I love FreeCAD and i use everytime I can. It has an incredible range of features and is (becoming) stable enough. But, sadly, the world of CAD is fu¢{|Ng proprietary, if you are not 100% compatible with the Autodesk stuff nobody will ever consider using it on a production environment (e.g. architecture or construction). And off course, Autodesk does it’s best to keep file exchange uncomfortable
And it’s the reason of affordable licenses for students. Once students are used to the drug, they have no other choice to continue with the expensive workflow. And companies have to follow
I have used 5 or 6 different cad packages over the years and when I tried to pick up freecad it just didn’t make sense to me the way the other programs did.
I’ll reply in a kind of opposite to the subject. I can’t believe there aren’t any decent open source 3d CAD programs that are worth a damn.
What’s wrong with FreeCAD? You obviously need to learn a new workflow with it, but that’s true for all 3dCAD.
I love FreeCAD and i use everytime I can. It has an incredible range of features and is (becoming) stable enough. But, sadly, the world of CAD is fu¢{|Ng proprietary, if you are not 100% compatible with the Autodesk stuff nobody will ever consider using it on a production environment (e.g. architecture or construction). And off course, Autodesk does it’s best to keep file exchange uncomfortable
And it’s the reason of affordable licenses for students. Once students are used to the drug, they have no other choice to continue with the expensive workflow. And companies have to follow
I have used 5 or 6 different cad packages over the years and when I tried to pick up freecad it just didn’t make sense to me the way the other programs did.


* _EXERCISE OBJECTIVE_
The answer should be each line of the records that contains the word "have"; please copy them all.

========

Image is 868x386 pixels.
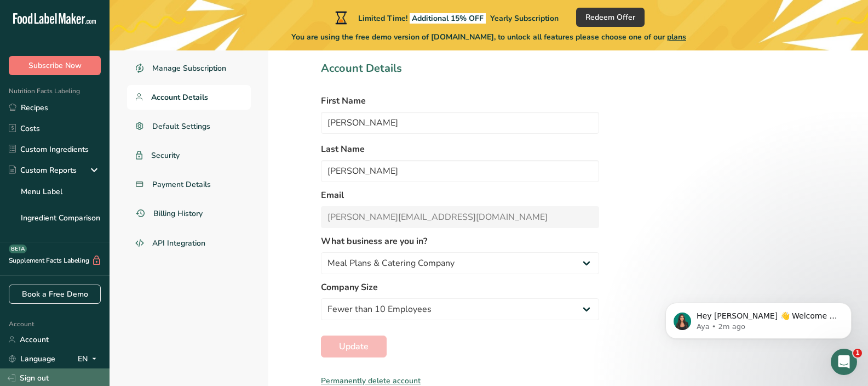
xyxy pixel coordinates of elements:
[78,353,101,366] div: EN
[127,85,251,110] a: Account Details
[321,189,599,202] label: Email
[153,208,203,219] span: Billing History
[321,94,599,107] label: First Name
[410,13,486,24] span: Additional 15% OFF
[127,230,251,257] a: API Integration
[153,179,211,190] span: Payment Details
[321,235,599,248] label: What business are you in?
[127,202,251,226] a: Billing History
[127,56,251,80] a: Manage Subscription
[339,340,369,353] span: Update
[9,349,55,368] a: Language
[490,13,559,24] span: Yearly Subscription
[127,114,251,139] a: Default Settings
[831,349,857,375] iframe: Intercom live chat
[577,7,645,27] button: Redeem Offer
[853,349,862,358] span: 1
[127,172,251,197] a: Payment Details
[649,280,868,357] iframe: Intercom notifications message
[127,143,251,167] a: Security
[321,60,599,76] h1: Account Details
[667,32,686,42] span: plans
[151,92,208,103] span: Account Details
[9,164,76,176] div: Custom Reports
[9,284,101,304] a: Book a Free Demo
[153,120,210,132] span: Default Settings
[153,237,205,249] span: API Integration
[291,31,686,43] span: You are using the free demo version of [DOMAIN_NAME], to unlock all features please choose one of...
[333,11,559,24] div: Limited Time!
[321,142,599,156] label: Last Name
[9,245,27,254] div: BETA
[321,280,599,294] label: Company Size
[28,60,82,72] span: Subscribe Now
[9,56,101,75] button: Subscribe Now
[151,150,179,161] span: Security
[321,336,386,358] button: Update
[585,11,636,23] span: Redeem Offer
[153,63,227,74] span: Manage Subscription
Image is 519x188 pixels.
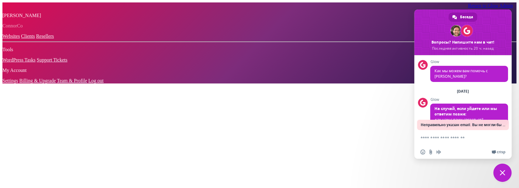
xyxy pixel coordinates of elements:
a: Return to Glow Admin [468,3,513,8]
a: Clients [21,33,35,39]
a: Websites [2,33,20,39]
span: Glow [430,97,508,102]
a: Billing & Upgrade [19,78,56,83]
span: Отправить файл [428,149,433,154]
a: Закрыть чат [494,163,512,182]
a: Беседа [449,12,477,22]
a: Crisp [492,149,506,154]
p: Tools [2,47,517,52]
p: [PERSON_NAME] [2,13,517,18]
div: [DATE] [457,89,469,93]
span: как нам с вами связаться? [435,117,483,122]
a: WordPress Tasks [2,57,36,62]
a: Team & Profile [57,78,87,83]
span: Запись аудиосообщения [436,149,441,154]
p: My Account [2,68,517,73]
span: Glow [430,60,508,64]
a: Support Tickets [37,57,68,62]
span: Вставить emoji [421,149,425,154]
span: На случай, если уйдете или мы ответим позже: [435,106,497,116]
a: Settings [2,78,18,83]
p: ConnorCo [2,23,517,29]
span: Неправильно указан email. Вы не могли бы проверить? [421,120,505,130]
span: Беседа [460,12,473,22]
a: Log out [88,78,104,83]
a: Resellers [36,33,54,39]
span: Crisp [497,149,506,154]
span: Как мы можем вам помочь с [PERSON_NAME]? [435,68,488,79]
textarea: Отправьте сообщение... [421,130,494,145]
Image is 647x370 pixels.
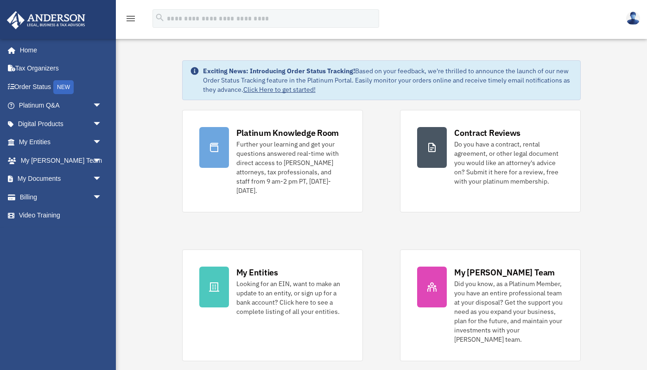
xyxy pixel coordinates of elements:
[6,170,116,188] a: My Documentsarrow_drop_down
[93,170,111,189] span: arrow_drop_down
[243,85,316,94] a: Click Here to get started!
[6,188,116,206] a: Billingarrow_drop_down
[6,96,116,115] a: Platinum Q&Aarrow_drop_down
[53,80,74,94] div: NEW
[93,133,111,152] span: arrow_drop_down
[400,110,581,212] a: Contract Reviews Do you have a contract, rental agreement, or other legal document you would like...
[454,127,520,139] div: Contract Reviews
[182,249,363,361] a: My Entities Looking for an EIN, want to make an update to an entity, or sign up for a bank accoun...
[155,13,165,23] i: search
[6,133,116,152] a: My Entitiesarrow_drop_down
[236,139,346,195] div: Further your learning and get your questions answered real-time with direct access to [PERSON_NAM...
[4,11,88,29] img: Anderson Advisors Platinum Portal
[125,13,136,24] i: menu
[93,96,111,115] span: arrow_drop_down
[6,151,116,170] a: My [PERSON_NAME] Teamarrow_drop_down
[626,12,640,25] img: User Pic
[454,279,564,344] div: Did you know, as a Platinum Member, you have an entire professional team at your disposal? Get th...
[454,266,555,278] div: My [PERSON_NAME] Team
[203,66,573,94] div: Based on your feedback, we're thrilled to announce the launch of our new Order Status Tracking fe...
[6,59,116,78] a: Tax Organizers
[6,77,116,96] a: Order StatusNEW
[125,16,136,24] a: menu
[93,114,111,133] span: arrow_drop_down
[6,206,116,225] a: Video Training
[236,266,278,278] div: My Entities
[93,188,111,207] span: arrow_drop_down
[6,114,116,133] a: Digital Productsarrow_drop_down
[182,110,363,212] a: Platinum Knowledge Room Further your learning and get your questions answered real-time with dire...
[236,127,339,139] div: Platinum Knowledge Room
[93,151,111,170] span: arrow_drop_down
[203,67,355,75] strong: Exciting News: Introducing Order Status Tracking!
[6,41,111,59] a: Home
[400,249,581,361] a: My [PERSON_NAME] Team Did you know, as a Platinum Member, you have an entire professional team at...
[454,139,564,186] div: Do you have a contract, rental agreement, or other legal document you would like an attorney's ad...
[236,279,346,316] div: Looking for an EIN, want to make an update to an entity, or sign up for a bank account? Click her...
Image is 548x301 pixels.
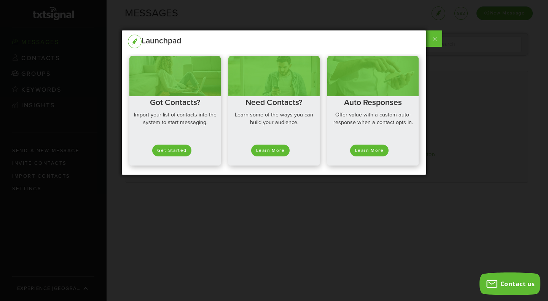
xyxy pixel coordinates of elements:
[128,35,181,48] div: Launchpad
[350,145,389,157] button: Learn More
[142,98,208,107] h2: Got Contacts?
[232,111,317,150] p: Learn some of the ways you can build your audience.
[501,280,535,288] span: Contact us
[133,111,218,150] p: Import your list of contacts into the system to start messaging.
[331,111,416,150] p: Offer value with a custom auto-response when a contact opts in.
[480,273,541,296] button: Contact us
[152,145,192,157] button: Get Started
[340,98,406,107] h2: Auto Responses
[241,98,307,107] h2: Need Contacts?
[251,145,290,157] button: Learn More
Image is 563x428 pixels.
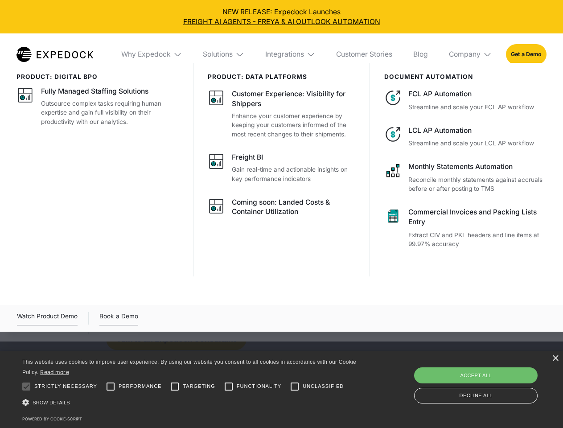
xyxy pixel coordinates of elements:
div: Show details [22,397,359,409]
div: Commercial Invoices and Packing Lists Entry [408,207,546,227]
iframe: Chat Widget [415,332,563,428]
div: PRODUCT: data platforms [208,73,356,80]
div: product: digital bpo [16,73,179,80]
a: Customer Stories [329,33,399,75]
a: Monthly Statements AutomationReconcile monthly statements against accruals before or after postin... [384,162,546,193]
p: Streamline and scale your FCL AP workflow [408,103,546,112]
a: Customer Experience: Visibility for ShippersEnhance your customer experience by keeping your cust... [208,89,356,139]
div: Customer Experience: Visibility for Shippers [232,89,356,109]
a: open lightbox [17,311,78,325]
p: Outsource complex tasks requiring human expertise and gain full visibility on their productivity ... [41,99,179,127]
p: Extract CIV and PKL headers and line items at 99.97% accuracy [408,230,546,249]
div: Monthly Statements Automation [408,162,546,172]
div: Solutions [203,50,233,59]
a: Freight BIGain real-time and actionable insights on key performance indicators [208,152,356,183]
div: Integrations [265,50,304,59]
a: LCL AP AutomationStreamline and scale your LCL AP workflow [384,126,546,148]
a: Get a Demo [506,44,546,64]
span: Strictly necessary [34,382,97,390]
div: Solutions [196,33,251,75]
div: Integrations [258,33,322,75]
div: NEW RELEASE: Expedock Launches [7,7,556,27]
div: Company [449,50,480,59]
p: Reconcile monthly statements against accruals before or after posting to TMS [408,175,546,193]
div: FCL AP Automation [408,89,546,99]
a: Fully Managed Staffing SolutionsOutsource complex tasks requiring human expertise and gain full v... [16,86,179,126]
a: Read more [40,369,69,375]
span: Show details [33,400,70,405]
a: Powered by cookie-script [22,416,82,421]
a: FCL AP AutomationStreamline and scale your FCL AP workflow [384,89,546,111]
div: document automation [384,73,546,80]
p: Gain real-time and actionable insights on key performance indicators [232,165,356,183]
div: Why Expedock [121,50,171,59]
span: Functionality [237,382,281,390]
p: Enhance your customer experience by keeping your customers informed of the most recent changes to... [232,111,356,139]
span: This website uses cookies to improve user experience. By using our website you consent to all coo... [22,359,356,375]
a: Commercial Invoices and Packing Lists EntryExtract CIV and PKL headers and line items at 99.97% a... [384,207,546,249]
a: FREIGHT AI AGENTS - FREYA & AI OUTLOOK AUTOMATION [7,17,556,27]
a: Blog [406,33,435,75]
a: Coming soon: Landed Costs & Container Utilization [208,197,356,220]
div: Company [442,33,499,75]
div: Fully Managed Staffing Solutions [41,86,148,96]
div: Freight BI [232,152,263,162]
div: Watch Product Demo [17,311,78,325]
div: Why Expedock [114,33,189,75]
p: Streamline and scale your LCL AP workflow [408,139,546,148]
span: Performance [119,382,162,390]
a: Book a Demo [99,311,138,325]
div: LCL AP Automation [408,126,546,136]
span: Unclassified [303,382,344,390]
div: Coming soon: Landed Costs & Container Utilization [232,197,356,217]
span: Targeting [183,382,215,390]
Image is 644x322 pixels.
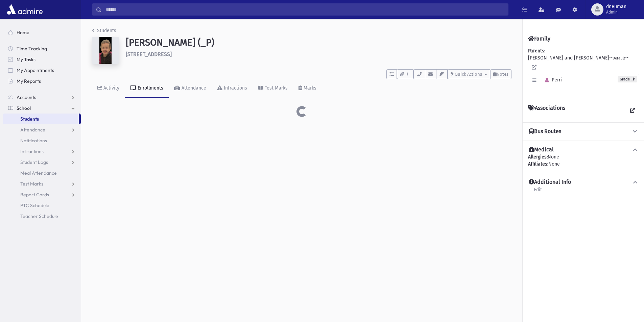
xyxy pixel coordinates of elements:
[17,29,29,36] span: Home
[92,27,116,37] nav: breadcrumb
[3,157,81,167] a: Student Logs
[528,160,638,167] div: None
[3,75,81,86] a: My Reports
[405,71,410,78] span: 1
[126,37,511,48] h1: [PERSON_NAME] (_P)
[533,186,542,198] a: Edit
[136,85,163,91] div: Enrollments
[20,170,57,176] span: Meal Attendance
[528,154,547,160] b: Allergies:
[20,159,48,165] span: Student Logs
[102,4,508,16] input: Search
[528,47,638,94] div: [PERSON_NAME] and [PERSON_NAME]
[3,178,81,189] a: Test Marks
[20,202,49,208] span: PTC Schedule
[17,45,47,52] span: Time Tracking
[528,146,638,154] button: Medical
[3,189,81,200] a: Report Cards
[20,137,47,144] span: Notifications
[455,71,482,76] span: Quick Actions
[3,167,81,178] a: Meal Attendance
[92,79,125,98] a: Activity
[263,85,288,91] div: Test Marks
[490,69,511,79] button: Notes
[528,105,565,117] h4: Associations
[169,79,212,98] a: Attendance
[528,48,545,54] b: Parents:
[125,79,169,98] a: Enrollments
[447,69,490,79] button: Quick Actions
[528,36,550,42] h4: Family
[606,9,626,15] span: Admin
[126,51,511,57] h6: [STREET_ADDRESS]
[397,69,413,79] button: 1
[529,179,571,186] h4: Additional Info
[3,65,81,75] a: My Appointments
[3,146,81,157] a: Infractions
[3,27,81,38] a: Home
[626,105,638,117] a: View all Associations
[17,78,41,84] span: My Reports
[17,94,36,100] span: Accounts
[3,114,79,124] a: Students
[3,92,81,103] a: Accounts
[293,79,322,98] a: Marks
[252,79,293,98] a: Test Marks
[529,146,553,154] h4: Medical
[618,76,637,82] span: Grade _P
[528,179,638,186] button: Additional Info
[529,128,561,135] h4: Bus Routes
[17,56,36,63] span: My Tasks
[180,85,206,91] div: Attendance
[20,213,58,219] span: Teacher Schedule
[3,103,81,114] a: School
[20,148,43,155] span: Infractions
[528,161,548,167] b: Affiliates:
[212,79,252,98] a: Infractions
[3,200,81,211] a: PTC Schedule
[17,67,54,73] span: My Appointments
[92,28,116,34] a: Students
[20,127,46,133] span: Attendance
[3,54,81,65] a: My Tasks
[20,181,43,187] span: Test Marks
[92,37,119,64] img: w==
[528,128,638,135] button: Bus Routes
[3,43,81,54] a: Time Tracking
[497,71,508,76] span: Notes
[102,85,119,91] div: Activity
[542,77,562,83] span: Perri
[3,211,81,222] a: Teacher Schedule
[20,116,39,122] span: Students
[17,105,31,111] span: School
[3,124,81,135] a: Attendance
[302,85,316,91] div: Marks
[222,85,247,91] div: Infractions
[5,3,44,16] img: AdmirePro
[528,154,638,167] div: None
[606,4,626,9] span: dneuman
[20,191,49,197] span: Report Cards
[3,135,81,146] a: Notifications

========

* _WRITTEN ANSWER_
[400,110,581,212] a: Contract Reviews Do you have a contract, rental agreement, or other legal document you would like...
[454,279,564,344] div: Did you know, as a Platinum Member, you have an entire professional team at your disposal? Get th...
[400,249,581,361] a: My [PERSON_NAME] Team Did you know, as a Platinum Member, you have an entire professional team at...
[454,139,564,186] div: Do you have a contract, rental agreement, or other legal document you would like an attorney's ad...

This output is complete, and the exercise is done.